Thursday, December 3, 2009

A government-supported media?

If you ask me, this is a terrible idea. Never has a government-supported media been free and unbiased. It would be very easy for even the highly touted (cough cough) US government to put the brakes on certain investigative stories and journalists if this model were supported.

The newspaper industry is suffering "market failure" and the government will need to help preserve serious journalism essential to democracy, an influential US congressman said Wednesday.

"The newspapers my generation has taken for granted are facing a structural threat to the business model that has sustained them," said Representative Henry Waxman, a Democrat from California.

"The loss of revenue has spurred a vicious cycle with thousands of journalists losing their jobs," he told a meeting on journalism in the Internet age hosted by the Federal Trade Commission (FTC).

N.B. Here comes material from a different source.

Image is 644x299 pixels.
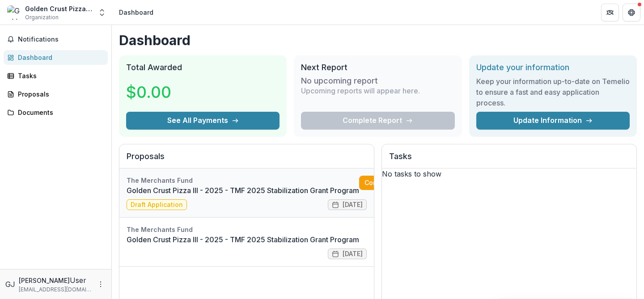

Waxman, who chairs the House Committee on Energy and Commerce, which has jurisdiction over the FTC, said the "depression in the media sector is not cyclical, it is structural."

"While this has implications for the media it also has implications for democracy," he added. "A vigorous free press and vigorous democracy have been inextricably linked.

"We cannot risk the loss of an informed public and all that means because of this market failure," he said.

Now I agree that the United States would be in trouble off with no media at all to inform the public, but a government supported media means it would awfully easy to spread propaganda instead of news for the country. That's just as bad if not worse than no hard news media.

This isn't a problem of people not wanting to be informed, it's more because newspapers are refusing to change their 100-year old business model, it's because their content is old and stale, it's because journalists refuse to think outside the box. I'd say that perhaps in five years the current media landscape will look completely different and we could have a lot more "freelance" or "independent" journalists working for themselves on a blog. The newspaper model may not survive, because general media is falling to the wayside and more focused, specialized sources of information are becoming more valued.

And if that's being supplemented by the government, who knows if it's good information at all.